Trade Partners Extend Deadline on CAFTA
by Rod Hughes
Costa Rica’s future trade partners in the Central American Free Trade Agreement have granted Costa Rica a seven-month extension on the deadline for getting its house in order so the treaty can go into effect here. This country’s lawmakers still have to pass 10 bills designed to bring the country’s law into accord with the pact.
Opponents of the treaty in Congress, chiefly the Citizen Action Party (PAC) delegation of lawmakers, have waged a scorched earth retreat since a nationwide referendum last October approved the treaty. Their tactics were to stay away from the congressional floor every time one of the implementation laws came up for a vote, thus preventing a quorum.

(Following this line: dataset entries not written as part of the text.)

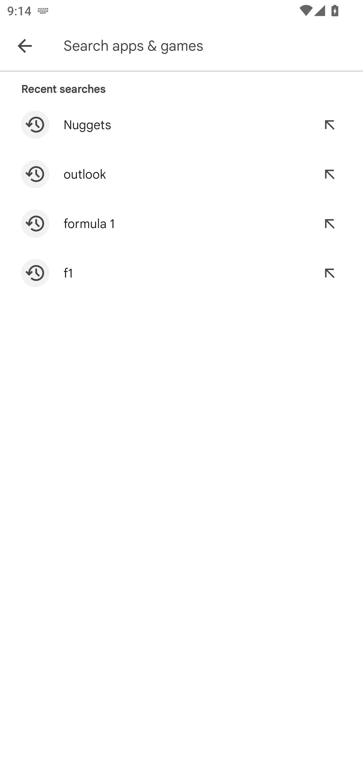 The width and height of the screenshot is (363, 767). I want to click on Refine search to "outlook", so click(329, 174).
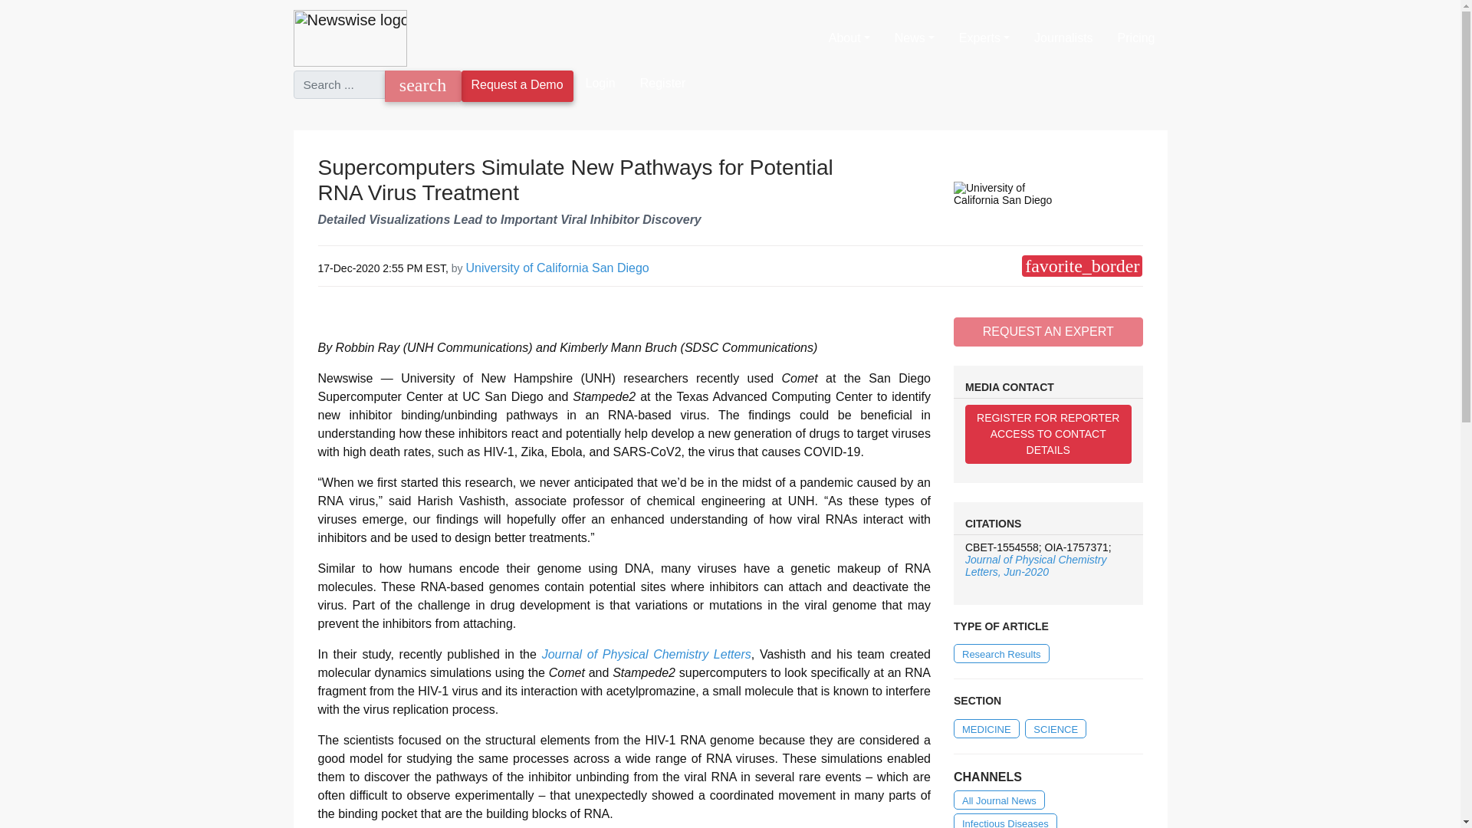 The image size is (1472, 828). Describe the element at coordinates (850, 38) in the screenshot. I see `About` at that location.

Moreover, they assaulted the laws with a blizzard of amendments that had to be discussed and voted on.
All this meant that needed legislation was blocked from consideration while PAC played its little games. But earlier this month, PAC head honcho, former twice-presidential-candidate Ottón SolÃs, announced that PAC congresspersons would no longer boycott the sessions. He did not mention the amendments, however, leaving observers to wonder if the “will of the majority” means anything to the party. CAFTA was, after all, ratified by a citizen vote, not congress.

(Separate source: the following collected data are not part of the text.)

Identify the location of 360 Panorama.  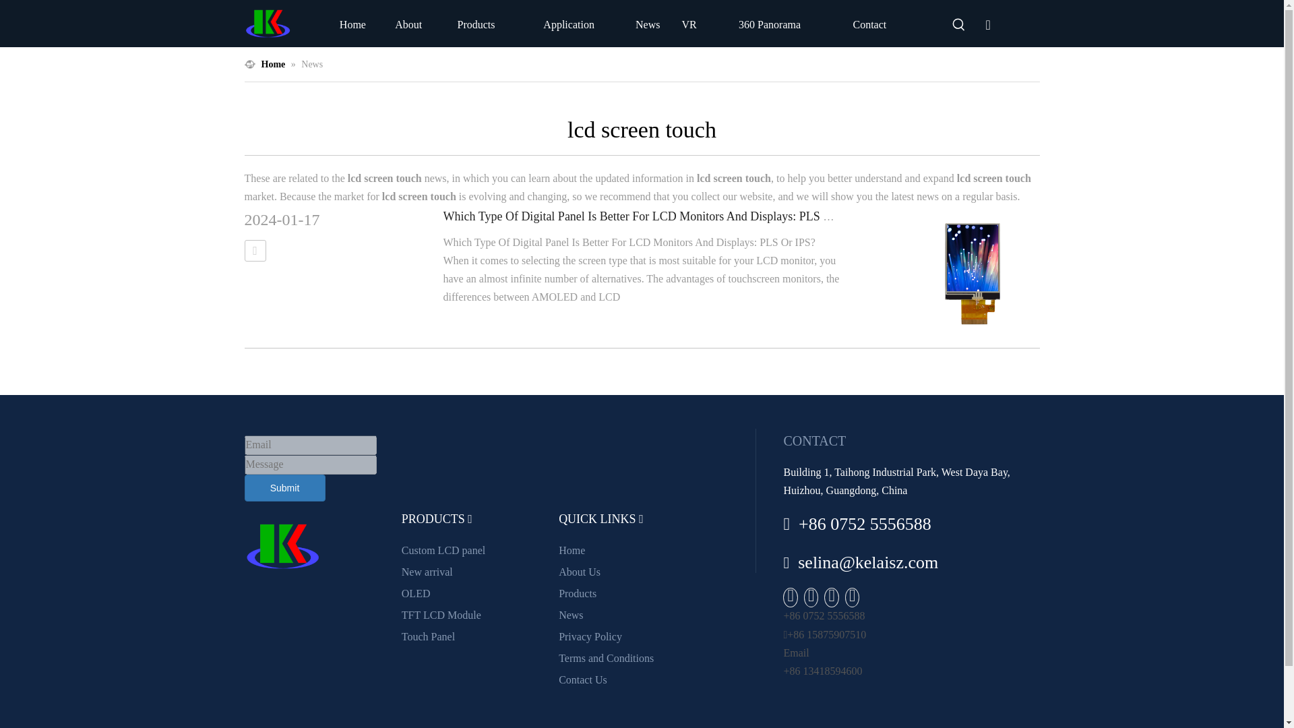
(770, 24).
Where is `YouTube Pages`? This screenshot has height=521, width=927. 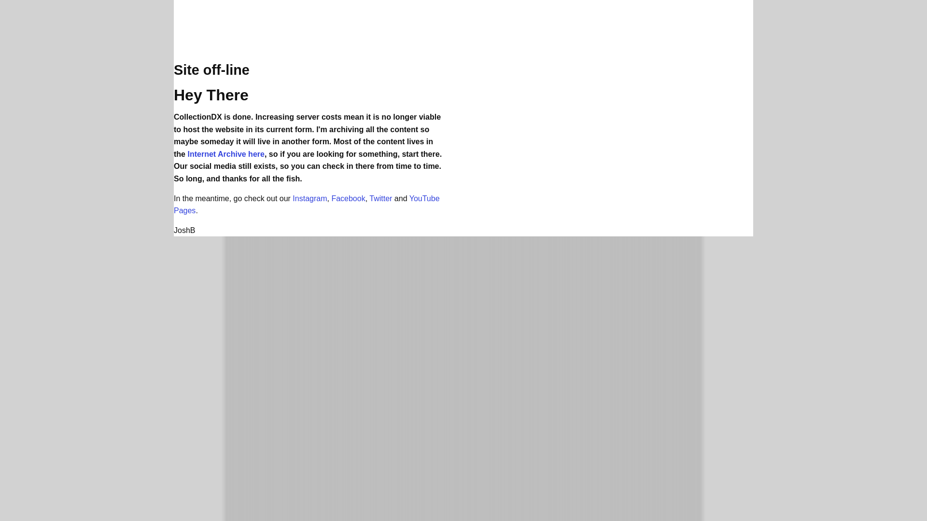
YouTube Pages is located at coordinates (306, 205).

Three bills are in their first debate and and seven others have passed this stage and are in their second, final debate. One is referred to the Constitutional Chamber of the Supreme Court. Still, chief Presidential advisor Rodrigo Arias says that with PAC’s new attitude, he sees no reason why all the bills are not going to become law in the next three months. Arias is well aware that the Administration has the bare 38 votes to pass the bills and that the absence from a simple cold suffered by one of the Pro-CAFTA congresspersons can result in the hasty withdrawal of a bill from vote lest it not pass.

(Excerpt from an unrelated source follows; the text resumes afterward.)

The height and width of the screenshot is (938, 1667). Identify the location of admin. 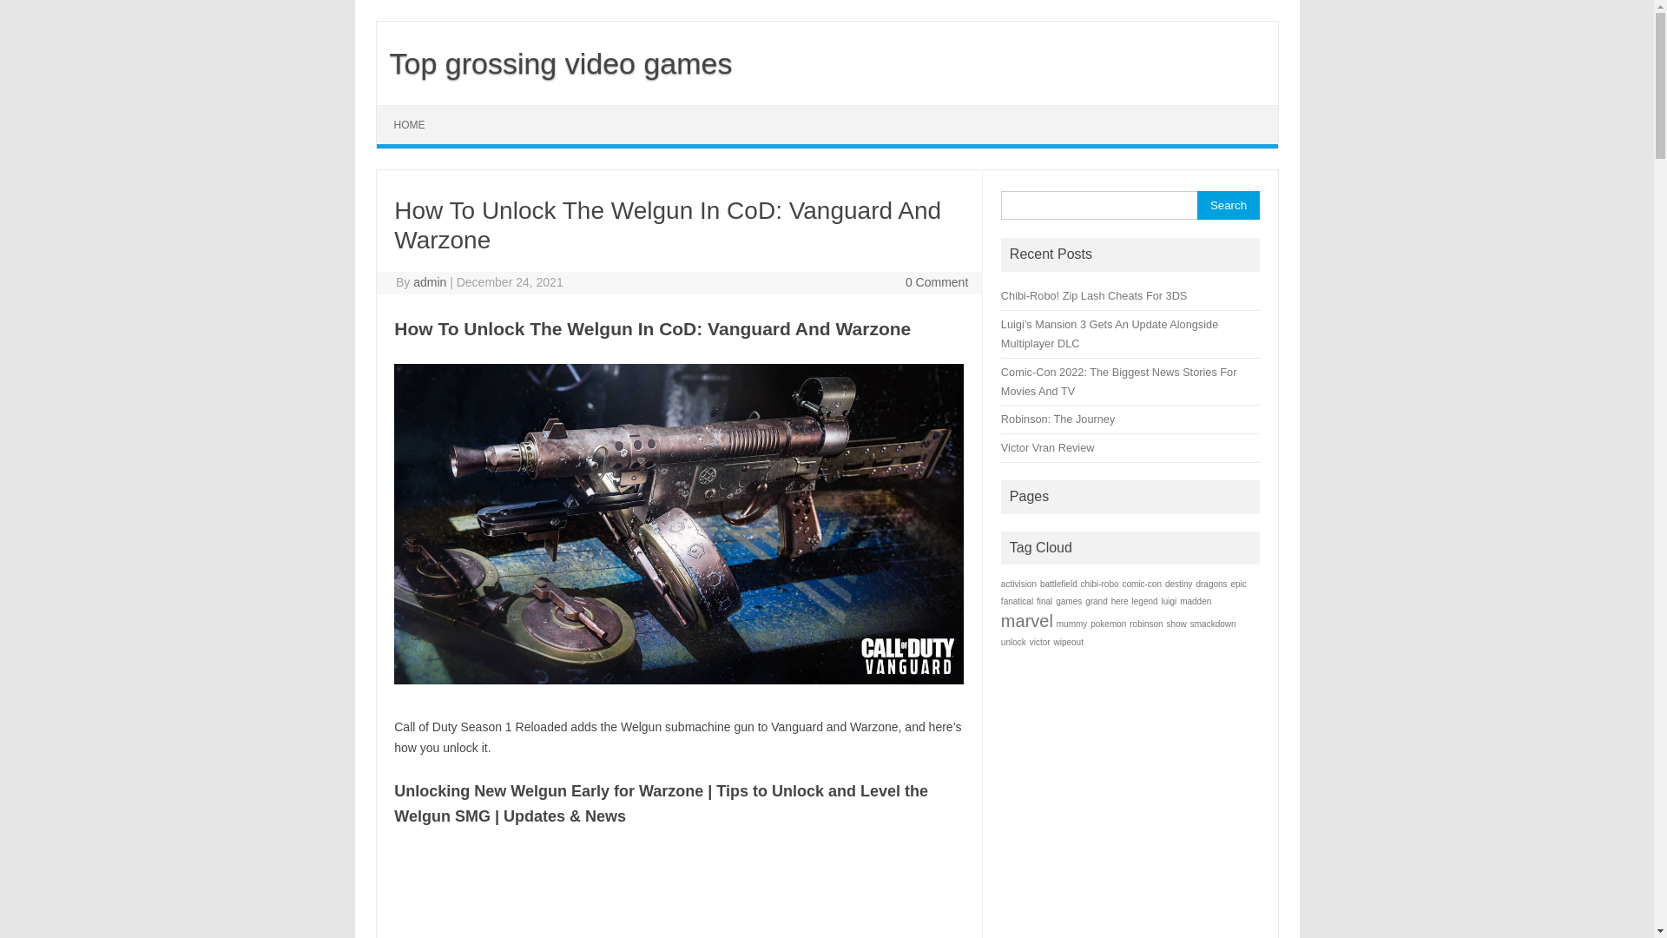
(430, 282).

Foreign Trade Minister Marco Vinicio Ruiz says it was not easy to convince the other countries to give Costa Rica the extra time and, indeed, the extension was granted only two days before the February 29 deadline ran out. “Honestly, nobody could understand why the Legislative Assembly took all those months they did.” Some of the countries in CAFTA actually ratified the treaty in one or two days after they were introduced into their congresses–from the Costa Rican point of view, almost before the ink was dry on the treaty. But, then, Ticos are famous throughout Latin America for always being late.